Beyond infrastructure damage, the unchecked discharge of strong disinfectants into drains disrupts sewage treatment plants. STPs depend on living microorganisms that break down waste. When high pH chemicals enter the system in large quantities they destroy the biological balance that lets the plant function. This results in foul odour, poor treatment efficiency and eventual system failure. In severe cases the compromised STP sends untreated water back into the environment, contaminating soil and groundwater. This is a risk that hospitals cannot ignore as it affects both compliance and public health.

To avoid such outcomes, hospitals should design internal cleaning frameworks that separate the chemistry of cleaning from the chemistry of disinfection.
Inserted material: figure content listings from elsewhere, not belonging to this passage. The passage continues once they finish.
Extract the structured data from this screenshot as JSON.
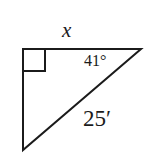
{
  "figure": {
    "kind": "geometry-diagram",
    "shape": "right-triangle",
    "background_color": "#ffffff",
    "stroke_color": "#1b1b1b",
    "stroke_width": 2
  },
  "labels": {
    "top_side": "x",
    "angle": "41°",
    "hypotenuse": "25′"
  },
  "markers": {
    "right_angle_square": "right-angle-marker"
  },
  "geometry": {
    "vertices": {
      "top_left": [
        23,
        49
      ],
      "top_right": [
        141,
        49
      ],
      "bottom_left": [
        23,
        150
      ]
    },
    "right_angle_square": {
      "x": 23,
      "y": 49,
      "size": 22
    }
  }
}
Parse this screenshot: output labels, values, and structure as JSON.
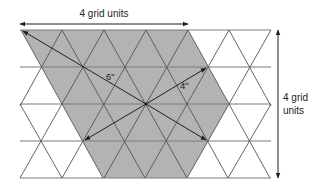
{
  "diagram": {
    "type": "triangular-grid-area",
    "colors": {
      "shade": "#b3b3b3",
      "line": "#4d4d4d",
      "grid_line": "#6d6d6d",
      "text": "#231f20",
      "background": "#ffffff"
    },
    "grid": {
      "rows_y": [
        30,
        67,
        104,
        141,
        178
      ],
      "x_left": 20,
      "x_right": 271,
      "cell_width": 41.7
    },
    "shaded_region": {
      "points": [
        [
          21,
          30
        ],
        [
          188,
          30
        ],
        [
          229,
          104
        ],
        [
          187,
          178
        ],
        [
          103,
          178
        ]
      ]
    },
    "center_point": [
      146,
      104
    ],
    "arrows": [
      {
        "name": "radius-6",
        "to": [
          21,
          30
        ],
        "label": "6\""
      },
      {
        "name": "radius-4",
        "to": [
          208,
          67
        ],
        "label": "4\""
      },
      {
        "name": "radius-bottom-left",
        "to": [
          83,
          141
        ]
      },
      {
        "name": "radius-bottom-right",
        "to": [
          208,
          141
        ]
      }
    ],
    "dimensions": {
      "top": {
        "label": "4 grid units"
      },
      "right": {
        "label_line1": "4 grid",
        "label_line2": "units"
      }
    }
  }
}
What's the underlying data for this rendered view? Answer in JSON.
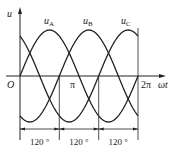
{
  "diagram": {
    "type": "three-phase-sine-waveform",
    "y_axis_label": "u",
    "x_axis_label": "ωt",
    "origin_label": "O",
    "x_ticks": [
      {
        "label": "π",
        "angle_deg": 180
      },
      {
        "label": "2π",
        "angle_deg": 360
      }
    ],
    "curves": [
      {
        "name": "uA",
        "label_main": "u",
        "label_sub": "A",
        "phase_deg": 0
      },
      {
        "name": "uB",
        "label_main": "u",
        "label_sub": "B",
        "phase_deg": -120
      },
      {
        "name": "uC",
        "label_main": "u",
        "label_sub": "C",
        "phase_deg": -240
      }
    ],
    "intervals": [
      {
        "label": "120 °"
      },
      {
        "label": "120 °"
      },
      {
        "label": "120 °"
      }
    ],
    "colors": {
      "line": "#222222",
      "background": "#ffffff"
    }
  }
}
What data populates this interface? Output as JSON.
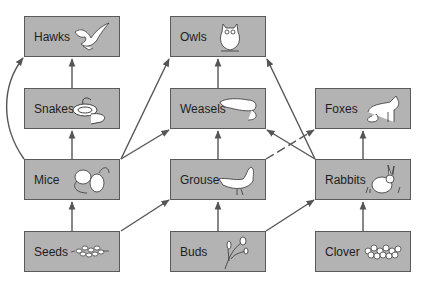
{
  "diagram": {
    "colors": {
      "box_fill": "#b3b3b3",
      "box_border": "#5a5a5a",
      "arrow": "#555555",
      "text": "#1e1e1e"
    },
    "nodes": [
      {
        "id": "hawks",
        "label": "Hawks",
        "icon": "hawk-icon",
        "col": 0,
        "row": 0
      },
      {
        "id": "owls",
        "label": "Owls",
        "icon": "owl-icon",
        "col": 1,
        "row": 0
      },
      {
        "id": "snakes",
        "label": "Snakes",
        "icon": "snake-icon",
        "col": 0,
        "row": 1
      },
      {
        "id": "weasels",
        "label": "Weasels",
        "icon": "weasel-icon",
        "col": 1,
        "row": 1
      },
      {
        "id": "foxes",
        "label": "Foxes",
        "icon": "fox-icon",
        "col": 2,
        "row": 1
      },
      {
        "id": "mice",
        "label": "Mice",
        "icon": "mice-icon",
        "col": 0,
        "row": 2
      },
      {
        "id": "grouse",
        "label": "Grouse",
        "icon": "grouse-icon",
        "col": 1,
        "row": 2
      },
      {
        "id": "rabbits",
        "label": "Rabbits",
        "icon": "rabbit-icon",
        "col": 2,
        "row": 2
      },
      {
        "id": "seeds",
        "label": "Seeds",
        "icon": "seeds-icon",
        "col": 0,
        "row": 3
      },
      {
        "id": "buds",
        "label": "Buds",
        "icon": "buds-icon",
        "col": 1,
        "row": 3
      },
      {
        "id": "clover",
        "label": "Clover",
        "icon": "clover-icon",
        "col": 2,
        "row": 3
      }
    ],
    "edges": [
      {
        "from": "seeds",
        "to": "mice",
        "style": "solid"
      },
      {
        "from": "seeds",
        "to": "grouse",
        "style": "solid"
      },
      {
        "from": "buds",
        "to": "grouse",
        "style": "solid"
      },
      {
        "from": "buds",
        "to": "rabbits",
        "style": "solid"
      },
      {
        "from": "clover",
        "to": "rabbits",
        "style": "solid"
      },
      {
        "from": "mice",
        "to": "snakes",
        "style": "solid"
      },
      {
        "from": "mice",
        "to": "hawks",
        "style": "curved"
      },
      {
        "from": "mice",
        "to": "owls",
        "style": "solid"
      },
      {
        "from": "mice",
        "to": "weasels",
        "style": "solid"
      },
      {
        "from": "grouse",
        "to": "weasels",
        "style": "solid"
      },
      {
        "from": "grouse",
        "to": "foxes",
        "style": "dashed"
      },
      {
        "from": "rabbits",
        "to": "foxes",
        "style": "solid"
      },
      {
        "from": "rabbits",
        "to": "weasels",
        "style": "solid"
      },
      {
        "from": "rabbits",
        "to": "owls",
        "style": "solid"
      },
      {
        "from": "snakes",
        "to": "hawks",
        "style": "solid"
      },
      {
        "from": "weasels",
        "to": "owls",
        "style": "solid"
      }
    ]
  }
}
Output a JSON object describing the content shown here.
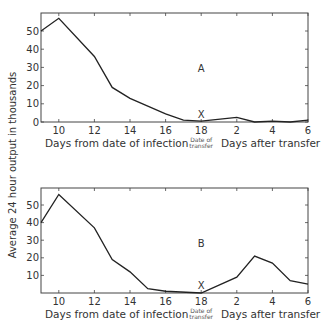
{
  "chart_data": [
    {
      "type": "line",
      "panel": "A",
      "title": "",
      "annotation_letter": "A",
      "marker_label": "X",
      "marker_at": "18",
      "xlabel_left": "Days from date of infection",
      "xlabel_right": "Days after transfer",
      "transfer_label_line1": "Date of",
      "transfer_label_line2": "transfer",
      "ylabel": "Average 24 hour output in thousands",
      "x_tick_labels": [
        "10",
        "12",
        "14",
        "16",
        "18",
        "2",
        "4",
        "6"
      ],
      "y_tick_labels": [
        "0",
        "10",
        "20",
        "30",
        "40",
        "50"
      ],
      "ylim": [
        0,
        60
      ],
      "grid": false,
      "x": [
        "9",
        "10",
        "12",
        "13",
        "14",
        "16",
        "17",
        "18",
        "2",
        "3",
        "4",
        "5",
        "6"
      ],
      "values": [
        50,
        57,
        36,
        19,
        13,
        4.5,
        1,
        0.5,
        2.5,
        0,
        0.5,
        0,
        1
      ]
    },
    {
      "type": "line",
      "panel": "B",
      "title": "",
      "annotation_letter": "B",
      "marker_label": "X",
      "marker_at": "18",
      "xlabel_left": "Days from date of infection",
      "xlabel_right": "Days after transfer",
      "transfer_label_line1": "Date of",
      "transfer_label_line2": "transfer",
      "ylabel": "Average 24 hour output in thousands",
      "x_tick_labels": [
        "10",
        "12",
        "14",
        "16",
        "18",
        "2",
        "4",
        "6"
      ],
      "y_tick_labels": [
        "10",
        "20",
        "30",
        "40",
        "50"
      ],
      "ylim": [
        0,
        60
      ],
      "grid": false,
      "x": [
        "9",
        "10",
        "12",
        "13",
        "14",
        "15",
        "16",
        "18",
        "2",
        "3",
        "4",
        "5",
        "6"
      ],
      "values": [
        40,
        56,
        37,
        19,
        12,
        2.5,
        1,
        0,
        9,
        21,
        17,
        7,
        5
      ]
    }
  ],
  "shared": {
    "ylabel": "Average 24 hour output in thousands"
  }
}
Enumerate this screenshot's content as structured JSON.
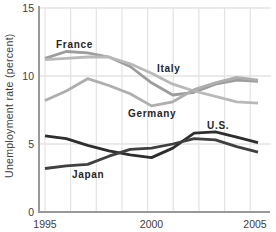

Critical care zones will always need antimicrobial agents, but the volume used across the entire facility must be limited and controlled. Non critical areas require neutral pH, green certified products that protect surfaces while keeping the discharge within safe limits. The science behind these decisions must be part of routine training so that teams understand pH levels, dilution ratios and the difference between soil removal and microbial kill.

Accreditation standards such as NABH and JCI place strong emphasis on documented cleaning processes. It is not enough to simply complete a task. Cleaning cycles must show correct sequence, validated dilution, contact time and proper disposal of residues. Facilities should build cleaning SOPs that include evidence-based product selection and should keep laboratory-tested reports from NABL accredited labs to confirm that each product meets the required safety and performance standards. This creates a traceable system that protects both the hospital and the people who rely on it.

Training remains central to safe and efficient housekeeping. Teams must be taught the scientific basis of cleaning, including pH behaviour, surface compatibility, chemical stability and the risks linked to overuse. When staff are trained to understand why a product is used rather than only how it is used, compliance improves naturally. Structured training modules strengthen judgement and produce consistent results across shifts.